Wednesday, December 22, 2010

Benefit Dinner & Silent Auction

to bring home Trek Davis from Nepal.
Calvary Chapel Orrington
January 29, 2010
Time to be announced.

Our son is stuck in Nepal because the United States won't issue his visa.
The US is adding additional burden to families by requiring us to hire an attorney and private investigator. These are added costs that we never expected to have to pay. It's going to be $7500.00 and the investigator will be either $2500.00 or $3500.00.

Time is against us right now. We have 87 days to send in a rebuttal to the United States Citizen and Immigration Services (USCIS) in New Delhi. The clock started ticking on Dec 3.

The most urgent need for next week is the 2500.00 3500.00 to hire the investigator. Plus we will need to pay at least 500.00 to 1000.00 to retain the lawyer.

It sounds like the lawyer will allow us the month to try and raise the additional money needed. So please pray with us that the Lord will bring in about 4000.00 or more in just a few days so we can get started.

Keep the dinner and auction in prayer. Pray that business will donate all that's needed and that lots will come! We are going to try our best to get the local news to do a short interview with us announce the dinner. Please pray! I honestly don't want to move to Nepal for two years if it's not 100% necessary. I feel like we need to continue to fight for Trek!


Here's a signature on the new petition that I thought I'd share. It pretty much tells it like it is. Please re-post on your blogs, facebook, twitter along with the petition link and the new blog with all the children waiting.


She's stuck in Nepal and it's getting cold there. Orphanage is subsisting on porridge and lentils. My daughter flew there and signed the adoption papers two months ago, but the U.S. Embassy still hasn't produced a visa for the toddler, and so the little one can't enter the U.S. SO frustrating. There are 56 American families stuck in this red tape tragedy. Go to this website to see PHOTOS of the little kids, and then click on the link there and PLEASE sign the petition. http://theywaitnepal.blogspot.com/

Forward this to everyone you knows so they will sign and forward it too. We're hoping for 10,000 signatures by the end of the week. Maybe President Obama will grant the children humanitarian relief status and issue visas for them all. At this point, it's too late to the kids to be home for Christmas or Chanukkah, but maybe we could aim to have them all home by the New Year??????

When you read the petition, you'll know what the whole story is, but essentially, the Nepal Government had declared that all these kids are "orphans available for international adoption"; but the U.S. Embassy and the U.S. Department of Homeland Security wanted to make sure that the children really were orphans so they took about four months to investigate all the kids' orphanage records, and then on December 15, 2010, both Departments declared that NO FRAUD, and NO CHILD TRAFFICKING was found in ANY of their investigations. Thank Goodness!!

But then they said that they want each of the adoptive parents to produce evidence confirming that NO FRAUD and NO CHILD TRAFFICKING has taken place and they've given the adoptive parents 87 days to produce that evidence. Without the confirming evidence, the Embassy will issue a denial to EVER produce a visa. So the new parents have to hire Nepali lawyers and Nepali private investigators (which costs thousands of dollars) to try and track down some police officer or passerby who found the newborn lying on the side of the road two or three years ago. It's a nightmare of frustration because Nepal, like any other third-world country, is more interested in the basic human needs of feeding and caring for the foundlings than in creating official reports and filing them in triplicate so that some U.S. official can be satisfied with a Western idea of proper papertrails years later. None of the adoptive families speaks the Nepali language, and most of them are back in the U.S., desperate to get their new children home. After paying all the normal costs of international adoptions, these investigations are draining the families terribly. Some are selling their homes rather than abandon their children. They've met the children, bonded with them, fallen in love with them, and just want to get them home to proper feeding, medical care, and LOVING FAMILIES.

My daughter has been pursuing this adoption for three years now. I was so hoping my Mom would get to meet the little girl, but, at 99 years of age, my Mom passed this August. But, my 99-year old mother-in-law is still with us and so we can still have FOUR generations of our family together, if only that toddler's visa would come through in time for Great-Grandma Mollie to meet her.

http://theywaitnepal.blogspot.com/

Thank you from the bottom of my heart.





I'm adding a new Chip In button to help with the legal fight we now find ourselves in.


§ **Required action**:
Wherever a picture appears, skip it and retype the rest of the data exactly.

Dataset entries on figures
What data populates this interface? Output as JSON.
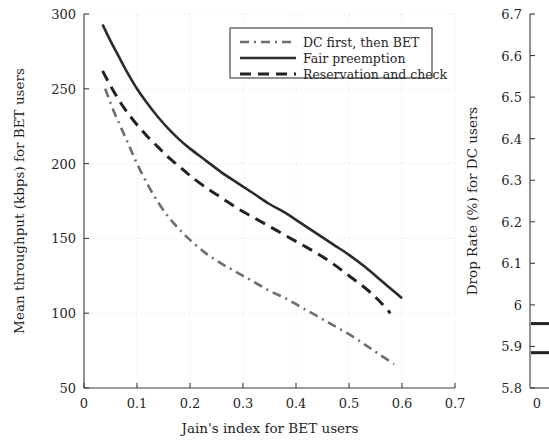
{
  "chart_data": [
    {
      "id": "main",
      "type": "line",
      "title": "",
      "xlabel": "Jain's index for BET users",
      "ylabel": "Mean throughput (kbps) for BET users",
      "xlim": [
        0,
        0.7
      ],
      "ylim": [
        50,
        300
      ],
      "xticks": [
        "0",
        "0.1",
        "0.2",
        "0.3",
        "0.4",
        "0.5",
        "0.6",
        "0.7"
      ],
      "xtick_values": [
        0,
        0.1,
        0.2,
        0.3,
        0.4,
        0.5,
        0.6,
        0.7
      ],
      "yticks": [
        "50",
        "100",
        "150",
        "200",
        "250",
        "300"
      ],
      "ytick_values": [
        50,
        100,
        150,
        200,
        250,
        300
      ],
      "grid": true,
      "legend_position": "top-right",
      "series": [
        {
          "name": "DC first, then BET",
          "style": "dashdot",
          "color": "#6e6e6e",
          "width": 2.6,
          "points": [
            [
              0.04,
              250
            ],
            [
              0.055,
              236
            ],
            [
              0.07,
              224
            ],
            [
              0.085,
              212
            ],
            [
              0.1,
              200
            ],
            [
              0.12,
              186
            ],
            [
              0.14,
              174
            ],
            [
              0.16,
              164
            ],
            [
              0.18,
              156
            ],
            [
              0.2,
              149
            ],
            [
              0.23,
              140
            ],
            [
              0.26,
              133
            ],
            [
              0.29,
              127
            ],
            [
              0.32,
              121
            ],
            [
              0.35,
              115
            ],
            [
              0.38,
              110
            ],
            [
              0.41,
              104
            ],
            [
              0.44,
              98
            ],
            [
              0.47,
              92
            ],
            [
              0.5,
              86
            ],
            [
              0.53,
              79
            ],
            [
              0.555,
              73
            ],
            [
              0.585,
              66
            ]
          ]
        },
        {
          "name": "Fair preemption",
          "style": "solid",
          "color": "#2b2b2b",
          "width": 2.6,
          "points": [
            [
              0.035,
              293
            ],
            [
              0.05,
              282
            ],
            [
              0.065,
              272
            ],
            [
              0.08,
              262
            ],
            [
              0.1,
              250
            ],
            [
              0.12,
              240
            ],
            [
              0.14,
              231
            ],
            [
              0.16,
              223
            ],
            [
              0.18,
              216
            ],
            [
              0.2,
              210
            ],
            [
              0.23,
              202
            ],
            [
              0.26,
              194
            ],
            [
              0.29,
              187
            ],
            [
              0.32,
              180
            ],
            [
              0.35,
              173
            ],
            [
              0.38,
              167
            ],
            [
              0.41,
              160
            ],
            [
              0.44,
              153
            ],
            [
              0.47,
              146
            ],
            [
              0.5,
              139
            ],
            [
              0.53,
              131
            ],
            [
              0.56,
              122
            ],
            [
              0.58,
              116
            ],
            [
              0.6,
              110
            ]
          ]
        },
        {
          "name": "Reservation and check",
          "style": "dashed",
          "color": "#222222",
          "width": 3.0,
          "points": [
            [
              0.035,
              262
            ],
            [
              0.05,
              252
            ],
            [
              0.065,
              243
            ],
            [
              0.08,
              235
            ],
            [
              0.1,
              226
            ],
            [
              0.12,
              218
            ],
            [
              0.14,
              211
            ],
            [
              0.16,
              204
            ],
            [
              0.18,
              198
            ],
            [
              0.2,
              192
            ],
            [
              0.23,
              184
            ],
            [
              0.26,
              177
            ],
            [
              0.29,
              170
            ],
            [
              0.32,
              164
            ],
            [
              0.35,
              158
            ],
            [
              0.38,
              152
            ],
            [
              0.41,
              146
            ],
            [
              0.44,
              140
            ],
            [
              0.47,
              133
            ],
            [
              0.5,
              125
            ],
            [
              0.53,
              117
            ],
            [
              0.555,
              109
            ],
            [
              0.578,
              100
            ]
          ]
        }
      ]
    },
    {
      "id": "right-partial",
      "type": "line",
      "title": "",
      "xlabel": "",
      "ylabel": "Drop Rate (%) for DC users",
      "ylim": [
        5.8,
        6.7
      ],
      "yticks": [
        "5.8",
        "5.9",
        "6",
        "6.1",
        "6.2",
        "6.3",
        "6.4",
        "6.5",
        "6.6",
        "6.7"
      ],
      "ytick_values": [
        5.8,
        5.9,
        6.0,
        6.1,
        6.2,
        6.3,
        6.4,
        6.5,
        6.6,
        6.7
      ],
      "xticks": [
        "0"
      ],
      "xtick_values": [
        0
      ],
      "grid": false,
      "marks": [
        {
          "y_from": 5.955,
          "y_to": 5.955,
          "color": "#222222"
        },
        {
          "y_from": 5.885,
          "y_to": 5.885,
          "color": "#222222"
        }
      ]
    }
  ]
}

§ **Answer space**:
What data populates this interface? Output as JSON.
{
  "chart_data": [
    {
      "id": "main",
      "type": "line",
      "title": "",
      "xlabel": "Jain's index for BET users",
      "ylabel": "Mean throughput (kbps) for BET users",
      "xlim": [
        0,
        0.7
      ],
      "ylim": [
        50,
        300
      ],
      "xticks": [
        "0",
        "0.1",
        "0.2",
        "0.3",
        "0.4",
        "0.5",
        "0.6",
        "0.7"
      ],
      "xtick_values": [
        0,
        0.1,
        0.2,
        0.3,
        0.4,
        0.5,
        0.6,
        0.7
      ],
      "yticks": [
        "50",
        "100",
        "150",
        "200",
        "250",
        "300"
      ],
      "ytick_values": [
        50,
        100,
        150,
        200,
        250,
        300
      ],
      "grid": true,
      "legend_position": "top-right",
      "series": [
        {
          "name": "DC first, then BET",
          "style": "dashdot",
          "color": "#6e6e6e",
          "width": 2.6,
          "points": [
            [
              0.04,
              250
            ],
            [
              0.055,
              236
            ],
            [
              0.07,
              224
            ],
            [
              0.085,
              212
            ],
            [
              0.1,
              200
            ],
            [
              0.12,
              186
            ],
            [
              0.14,
              174
            ],
            [
              0.16,
              164
            ],
            [
              0.18,
              156
            ],
            [
              0.2,
              149
            ],
            [
              0.23,
              140
            ],
            [
              0.26,
              133
            ],
            [
              0.29,
              127
            ],
            [
              0.32,
              121
            ],
            [
              0.35,
              115
            ],
            [
              0.38,
              110
            ],
            [
              0.41,
              104
            ],
            [
              0.44,
              98
            ],
            [
              0.47,
              92
            ],
            [
              0.5,
              86
            ],
            [
              0.53,
              79
            ],
            [
              0.555,
              73
            ],
            [
              0.585,
              66
            ]
          ]
        },
        {
          "name": "Fair preemption",
          "style": "solid",
          "color": "#2b2b2b",
          "width": 2.6,
          "points": [
            [
              0.035,
              293
            ],
            [
              0.05,
              282
            ],
            [
              0.065,
              272
            ],
            [
              0.08,
              262
            ],
            [
              0.1,
              250
            ],
            [
              0.12,
              240
            ],
            [
              0.14,
              231
            ],
            [
              0.16,
              223
            ],
            [
              0.18,
              216
            ],
            [
              0.2,
              210
            ],
            [
              0.23,
              202
            ],
            [
              0.26,
              194
            ],
            [
              0.29,
              187
            ],
            [
              0.32,
              180
            ],
            [
              0.35,
              173
            ],
            [
              0.38,
              167
            ],
            [
              0.41,
              160
            ],
            [
              0.44,
              153
            ],
            [
              0.47,
              146
            ],
            [
              0.5,
              139
            ],
            [
              0.53,
              131
            ],
            [
              0.56,
              122
            ],
            [
              0.58,
              116
            ],
            [
              0.6,
              110
            ]
          ]
        },
        {
          "name": "Reservation and check",
          "style": "dashed",
          "color": "#222222",
          "width": 3.0,
          "points": [
            [
              0.035,
              262
            ],
            [
              0.05,
              252
            ],
            [
              0.065,
              243
            ],
            [
              0.08,
              235
            ],
            [
              0.1,
              226
            ],
            [
              0.12,
              218
            ],
            [
              0.14,
              211
            ],
            [
              0.16,
              204
            ],
            [
              0.18,
              198
            ],
            [
              0.2,
              192
            ],
            [
              0.23,
              184
            ],
            [
              0.26,
              177
            ],
            [
              0.29,
              170
            ],
            [
              0.32,
              164
            ],
            [
              0.35,
              158
            ],
            [
              0.38,
              152
            ],
            [
              0.41,
              146
            ],
            [
              0.44,
              140
            ],
            [
              0.47,
              133
            ],
            [
              0.5,
              125
            ],
            [
              0.53,
              117
            ],
            [
              0.555,
              109
            ],
            [
              0.578,
              100
            ]
          ]
        }
      ]
    },
    {
      "id": "right-partial",
      "type": "line",
      "title": "",
      "xlabel": "",
      "ylabel": "Drop Rate (%) for DC users",
      "ylim": [
        5.8,
        6.7
      ],
      "yticks": [
        "5.8",
        "5.9",
        "6",
        "6.1",
        "6.2",
        "6.3",
        "6.4",
        "6.5",
        "6.6",
        "6.7"
      ],
      "ytick_values": [
        5.8,
        5.9,
        6.0,
        6.1,
        6.2,
        6.3,
        6.4,
        6.5,
        6.6,
        6.7
      ],
      "xticks": [
        "0"
      ],
      "xtick_values": [
        0
      ],
      "grid": false,
      "marks": [
        {
          "y_from": 5.955,
          "y_to": 5.955,
          "color": "#222222"
        },
        {
          "y_from": 5.885,
          "y_to": 5.885,
          "color": "#222222"
        }
      ]
    }
  ]
}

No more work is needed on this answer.